U.S. Rep. Darren Soto has steadily built a legislative career the old-fashioned way, building both partisan and cross-aisle alliances one issue, one bill, one idea at a time for many years.
With a mixture of progressive positions on issues such as the environment, immigration, health care, and guns, and more pragmatic approaches to energy, technology, commerce, partisan rhetoric, and legislative amendments, Soto has adapted the lessons he learned from eight years in the Florida Legislature to a successful first three years in Congress.
He has managed to author 20 approved amendments on other omnibus bills, covering issues from how the Army Corps of Engineers is to regulate water storage in Lake Okeechobee and elsewhere to allow the University of Central Florida and other universities provide post-traumatic stress disorder services related to military sexual trauma.
This year he scored an unusual accomplishment, getting appointed to the powerful and busy House Energy & Commerce Committee, which normally is an exclusive committee, meaning members of the House of Representatives are expected to give up memberships in all other committees. Yet Soto, who has crafted himself as an advocate for Puerto Rico and other United States territories, managed to keep his seats on the House Natural Resources Committee and its Subcommittee for indigenous Peoples of the United States.
Soto, 41, a Democrat, is the seventh most powerful elected official in the first-ever Florida Politics Central Florida 25 most Powerful Politicians survey.
With his seat on the Commerce Committee and his position on the indigenous Peoples Subcommittee, Soto has been pushing for Medicaid parity for Puerto Rico and other U.S. territories. The bill It’s a $14 billion omnibus measure that was approved in July by the Commerce Committee and is expected to go to the House Floor yet this summer.
Soto also was one of the principal House negotiators for $19 billion disaster relief bill approved in June in one of the rare bipartisan stories of the year.
As the chair of the Congressional Hispanic Caucus’s Civil Rights and Voting Rights Task Force, Soto also has been a leader in the fight to prevent the citizenship question from being included in the 2020 census.
The U.S. Supreme Court decides the issue in June and President Donald Trump abandoned his plan in July. Soto has been fighting the proposal long before it became front-page news.
Soto is Florida’s only Puerto Rican congressman representing southern Orange County, Osceola County, and northeastern Polk County, home to Florida’s largest population of Puerto Ricans. Florida’s 9th Congressional District also is home to a large and growing population of Venezuelan refugees, and Soto has been one of the strongest backers of temporary protective status for them, solidifying his standing across the full spectrum of Hispanic voters in Central Florida.
He has also taken on a bit of a niche issue, one that likely will put him in the spotlight soon. Soto has become interested in federal legislation and regulation of blockchain technologies, and specifically cryptocurrencies like Bitcoin.
Now that Facebook is rolling out its own Libra cryptocurrency and Congress is beginning hearings on it, Soto will get a front seat to the emerging matter.
While he has yet to win an election by much more than the partisan vote spread of CD 9, Soto easily vanquished Democratic progressive lion Alan Grayson in the 2018 primary. Along the way, he won the endorsement of nearly every major progressive organization, even though Soto is a member of the moderate, bipartisan Problem Solvers Caucus.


▶ **What this task involves**: The listing below should be written out again word for word, please.

-------- Provided data

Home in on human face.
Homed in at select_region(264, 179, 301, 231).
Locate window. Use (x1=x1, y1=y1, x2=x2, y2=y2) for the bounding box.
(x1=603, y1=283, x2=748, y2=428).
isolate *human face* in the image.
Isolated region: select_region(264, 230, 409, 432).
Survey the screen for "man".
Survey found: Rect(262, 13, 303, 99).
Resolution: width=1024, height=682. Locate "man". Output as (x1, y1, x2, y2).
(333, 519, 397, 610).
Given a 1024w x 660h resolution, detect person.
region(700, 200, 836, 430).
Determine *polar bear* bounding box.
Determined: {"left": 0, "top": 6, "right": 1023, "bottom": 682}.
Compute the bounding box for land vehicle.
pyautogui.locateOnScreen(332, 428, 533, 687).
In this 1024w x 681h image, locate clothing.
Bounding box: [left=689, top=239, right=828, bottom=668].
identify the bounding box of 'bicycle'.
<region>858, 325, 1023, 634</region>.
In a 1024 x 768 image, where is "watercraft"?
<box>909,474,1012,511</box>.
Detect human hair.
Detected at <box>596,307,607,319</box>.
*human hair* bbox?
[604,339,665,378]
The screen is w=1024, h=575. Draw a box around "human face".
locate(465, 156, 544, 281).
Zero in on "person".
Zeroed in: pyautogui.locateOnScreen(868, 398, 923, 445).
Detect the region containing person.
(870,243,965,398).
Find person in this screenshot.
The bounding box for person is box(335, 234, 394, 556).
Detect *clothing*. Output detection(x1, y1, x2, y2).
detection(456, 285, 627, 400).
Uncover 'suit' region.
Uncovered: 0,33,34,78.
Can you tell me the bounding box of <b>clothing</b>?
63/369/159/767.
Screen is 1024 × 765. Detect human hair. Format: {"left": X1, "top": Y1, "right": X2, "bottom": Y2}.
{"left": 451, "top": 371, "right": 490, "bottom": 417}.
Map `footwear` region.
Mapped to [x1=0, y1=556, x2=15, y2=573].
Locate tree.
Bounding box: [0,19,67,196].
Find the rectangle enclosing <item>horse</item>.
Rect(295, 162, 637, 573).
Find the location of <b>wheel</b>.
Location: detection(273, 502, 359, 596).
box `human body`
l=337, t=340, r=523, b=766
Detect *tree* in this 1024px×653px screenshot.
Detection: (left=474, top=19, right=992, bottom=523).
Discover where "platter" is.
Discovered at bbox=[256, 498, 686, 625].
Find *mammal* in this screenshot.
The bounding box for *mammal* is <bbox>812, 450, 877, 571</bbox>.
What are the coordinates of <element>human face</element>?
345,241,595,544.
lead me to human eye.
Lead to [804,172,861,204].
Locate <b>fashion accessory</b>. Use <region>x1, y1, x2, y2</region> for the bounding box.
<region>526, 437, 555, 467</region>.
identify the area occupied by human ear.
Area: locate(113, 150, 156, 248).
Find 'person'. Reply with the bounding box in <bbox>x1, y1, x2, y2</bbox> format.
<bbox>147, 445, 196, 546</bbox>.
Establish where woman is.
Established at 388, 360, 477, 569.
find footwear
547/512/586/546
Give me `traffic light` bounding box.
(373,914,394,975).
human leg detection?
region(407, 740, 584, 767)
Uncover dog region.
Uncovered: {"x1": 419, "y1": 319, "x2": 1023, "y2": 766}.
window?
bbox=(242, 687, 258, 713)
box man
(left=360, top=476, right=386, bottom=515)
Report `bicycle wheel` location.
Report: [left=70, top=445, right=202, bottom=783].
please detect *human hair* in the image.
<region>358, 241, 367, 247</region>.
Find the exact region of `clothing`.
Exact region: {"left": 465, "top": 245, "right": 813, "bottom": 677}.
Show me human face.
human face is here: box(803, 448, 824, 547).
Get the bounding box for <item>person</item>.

----------------

▶ **Output of the exercise**:
Home in on human face.
Homed in at select_region(264, 179, 301, 231).
Locate window. Use (x1=x1, y1=y1, x2=x2, y2=y2) for the bounding box.
(x1=603, y1=283, x2=748, y2=428).
isolate *human face* in the image.
Isolated region: select_region(264, 230, 409, 432).
Survey the screen for "man".
Survey found: Rect(262, 13, 303, 99).
Resolution: width=1024, height=682. Locate "man". Output as (x1, y1, x2, y2).
(333, 519, 397, 610).
Given a 1024w x 660h resolution, detect person.
region(700, 200, 836, 430).
Determine *polar bear* bounding box.
Determined: {"left": 0, "top": 6, "right": 1023, "bottom": 682}.
Compute the bounding box for land vehicle.
pyautogui.locateOnScreen(332, 428, 533, 687).
In this 1024w x 681h image, locate clothing.
Bounding box: [left=689, top=239, right=828, bottom=668].
identify the bounding box of 'bicycle'.
<region>858, 325, 1023, 634</region>.
In a 1024 x 768 image, where is "watercraft"?
<box>909,474,1012,511</box>.
Detect human hair.
Detected at <box>596,307,607,319</box>.
*human hair* bbox?
[604,339,665,378]
The screen is w=1024, h=575. Draw a box around "human face".
locate(465, 156, 544, 281).
Zero in on "person".
Zeroed in: pyautogui.locateOnScreen(868, 398, 923, 445).
Detect the region containing person.
(870,243,965,398).
Find person in this screenshot.
The bounding box for person is box(335, 234, 394, 556).
Detect *clothing*. Output detection(x1, y1, x2, y2).
detection(456, 285, 627, 400).
Uncover 'suit' region.
Uncovered: 0,33,34,78.
Can you tell me the bounding box of <b>clothing</b>?
63/369/159/767.
Screen is 1024 × 765. Detect human hair. Format: {"left": X1, "top": Y1, "right": X2, "bottom": Y2}.
{"left": 451, "top": 371, "right": 490, "bottom": 417}.
Map `footwear` region.
Mapped to [x1=0, y1=556, x2=15, y2=573].
Locate tree.
Bounding box: [0,19,67,196].
Find the rectangle enclosing <item>horse</item>.
Rect(295, 162, 637, 573).
Find the location of <b>wheel</b>.
Location: detection(273, 502, 359, 596).
box `human body`
l=337, t=340, r=523, b=766
Detect *tree* in this 1024px×653px screenshot.
Detection: (left=474, top=19, right=992, bottom=523).
Discover where "platter" is.
Discovered at bbox=[256, 498, 686, 625].
Find *mammal* in this screenshot.
The bounding box for *mammal* is <bbox>812, 450, 877, 571</bbox>.
What are the coordinates of <element>human face</element>?
345,241,595,544.
lead me to human eye.
Lead to [804,172,861,204].
Locate <b>fashion accessory</b>. Use <region>x1, y1, x2, y2</region> for the bounding box.
<region>526, 437, 555, 467</region>.
identify the area occupied by human ear.
Area: locate(113, 150, 156, 248).
Find 'person'. Reply with the bounding box in <bbox>x1, y1, x2, y2</bbox> format.
<bbox>147, 445, 196, 546</bbox>.
Establish where woman is.
Established at 388, 360, 477, 569.
find footwear
547/512/586/546
Give me `traffic light` bounding box.
(373,914,394,975).
human leg detection?
region(407, 740, 584, 767)
Uncover dog region.
Uncovered: {"x1": 419, "y1": 319, "x2": 1023, "y2": 766}.
window?
bbox=(242, 687, 258, 713)
box man
(left=360, top=476, right=386, bottom=515)
Report `bicycle wheel` location.
Report: [left=70, top=445, right=202, bottom=783].
please detect *human hair* in the image.
<region>358, 241, 367, 247</region>.
Find the exact region of `clothing`.
Exact region: {"left": 465, "top": 245, "right": 813, "bottom": 677}.
Show me human face.
human face is here: box(803, 448, 824, 547).
Get the bounding box for <item>person</item>.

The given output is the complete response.